Not
a conventionally handsome man, A.J. Liebling was nevertheless photogenic.
Pear-shaped, bald, with a dented head and severe-looking steel-rimmed glasses,
his appearance was interesting --
comic, sad and impish, a clerk out of Dickens. He looked like his prose, at
once exacting and extravagant. My favorite photograph of Liebling is the
portrait shot in New York City in 1960 by Henri Cartier-Bresson. Liebling is alone,
seated in what might be a private home or well-appointed hotel. The chair to
his right is empty. Behind him is an empty couch, potted ferns,
a small table with an ashtray and glass, and another table covered with an ice
bucket and bottles. A party seems to be underway but Cartier-Bresson has shot
Liebling in solitude, looking wryly grim. The glass in his right hand is empty
and his bent left arm is wedged awkwardly between chair and chest – a fat man’s
gesture.
In
a 1971 interview, Cartier-Bresson said: “Freedom for me is a strict frame, and
inside that frame are all the variations possible. Maybe I’m classical. The
French are like that. Photography as I conceive it, well, it’s a drawing —
immediate sketch done with intuition and you can’t correct it. If you have to
correct it, it’s the next picture. But life is very fluid. Well, sometimes the
pictures disappear and there’s nothing you can do. You can’t tell the person, `Oh,
please smile again. Do that gesture again.’ Life is once, forever.”
Liebling,
the most convivial of men, was likewise a depressive. Cartier-Bresson captures
some of the writer’s human complexity. One of the few indisputably great
photographers, confrère to Walker Evans, Cartier-Bresson died on this date, Aug. 3, in 2004, at age ninety-five.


▶ TASK DESCRIPTION
Each record is to be printed exactly as given, down to the last mark.

PROVIDED DATA Block Start

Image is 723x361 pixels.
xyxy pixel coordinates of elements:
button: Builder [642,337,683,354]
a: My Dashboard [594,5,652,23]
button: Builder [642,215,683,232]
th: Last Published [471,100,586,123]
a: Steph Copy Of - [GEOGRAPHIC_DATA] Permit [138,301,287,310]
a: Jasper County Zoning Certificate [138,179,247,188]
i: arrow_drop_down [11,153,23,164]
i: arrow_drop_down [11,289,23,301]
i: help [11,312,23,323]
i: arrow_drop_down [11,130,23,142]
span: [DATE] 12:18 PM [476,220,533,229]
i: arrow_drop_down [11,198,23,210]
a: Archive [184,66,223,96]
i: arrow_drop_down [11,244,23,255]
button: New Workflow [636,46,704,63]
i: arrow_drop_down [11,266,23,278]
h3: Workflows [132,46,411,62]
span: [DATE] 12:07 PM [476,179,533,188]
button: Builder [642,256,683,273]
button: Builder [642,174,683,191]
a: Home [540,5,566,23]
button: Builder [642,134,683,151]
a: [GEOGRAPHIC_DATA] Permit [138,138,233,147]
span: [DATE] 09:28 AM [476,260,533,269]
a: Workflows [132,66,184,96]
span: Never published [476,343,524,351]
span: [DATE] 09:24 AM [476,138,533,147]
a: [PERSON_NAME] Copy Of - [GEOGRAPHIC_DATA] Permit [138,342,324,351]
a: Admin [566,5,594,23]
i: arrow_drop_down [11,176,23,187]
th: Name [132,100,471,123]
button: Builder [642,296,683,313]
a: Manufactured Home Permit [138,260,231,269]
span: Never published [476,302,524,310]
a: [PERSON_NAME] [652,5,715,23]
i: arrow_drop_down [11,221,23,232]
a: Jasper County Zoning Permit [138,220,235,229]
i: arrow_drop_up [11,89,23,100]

PROVIDED DATA Block End

▶ ANSWER SECTION
Image is 723x361 pixels.
xyxy pixel coordinates of elements:
button: Builder [642,337,683,354]
a: My Dashboard [594,5,652,23]
button: Builder [642,215,683,232]
th: Last Published [471,100,586,123]
a: Steph Copy Of - [GEOGRAPHIC_DATA] Permit [138,301,287,310]
a: Jasper County Zoning Certificate [138,179,247,188]
i: arrow_drop_down [11,153,23,164]
i: arrow_drop_down [11,289,23,301]
i: help [11,312,23,323]
i: arrow_drop_down [11,130,23,142]
span: [DATE] 12:18 PM [476,220,533,229]
i: arrow_drop_down [11,198,23,210]
a: Archive [184,66,223,96]
i: arrow_drop_down [11,244,23,255]
button: New Workflow [636,46,704,63]
i: arrow_drop_down [11,266,23,278]
h3: Workflows [132,46,411,62]
span: [DATE] 12:07 PM [476,179,533,188]
button: Builder [642,256,683,273]
button: Builder [642,174,683,191]
a: Home [540,5,566,23]
button: Builder [642,134,683,151]
a: [GEOGRAPHIC_DATA] Permit [138,138,233,147]
span: [DATE] 09:28 AM [476,260,533,269]
a: Workflows [132,66,184,96]
span: Never published [476,343,524,351]
span: [DATE] 09:24 AM [476,138,533,147]
a: [PERSON_NAME] Copy Of - [GEOGRAPHIC_DATA] Permit [138,342,324,351]
a: Admin [566,5,594,23]
i: arrow_drop_down [11,176,23,187]
th: Name [132,100,471,123]
button: Builder [642,296,683,313]
a: Manufactured Home Permit [138,260,231,269]
span: Never published [476,302,524,310]
a: [PERSON_NAME] [652,5,715,23]
i: arrow_drop_down [11,221,23,232]
a: Jasper County Zoning Permit [138,220,235,229]
i: arrow_drop_up [11,89,23,100]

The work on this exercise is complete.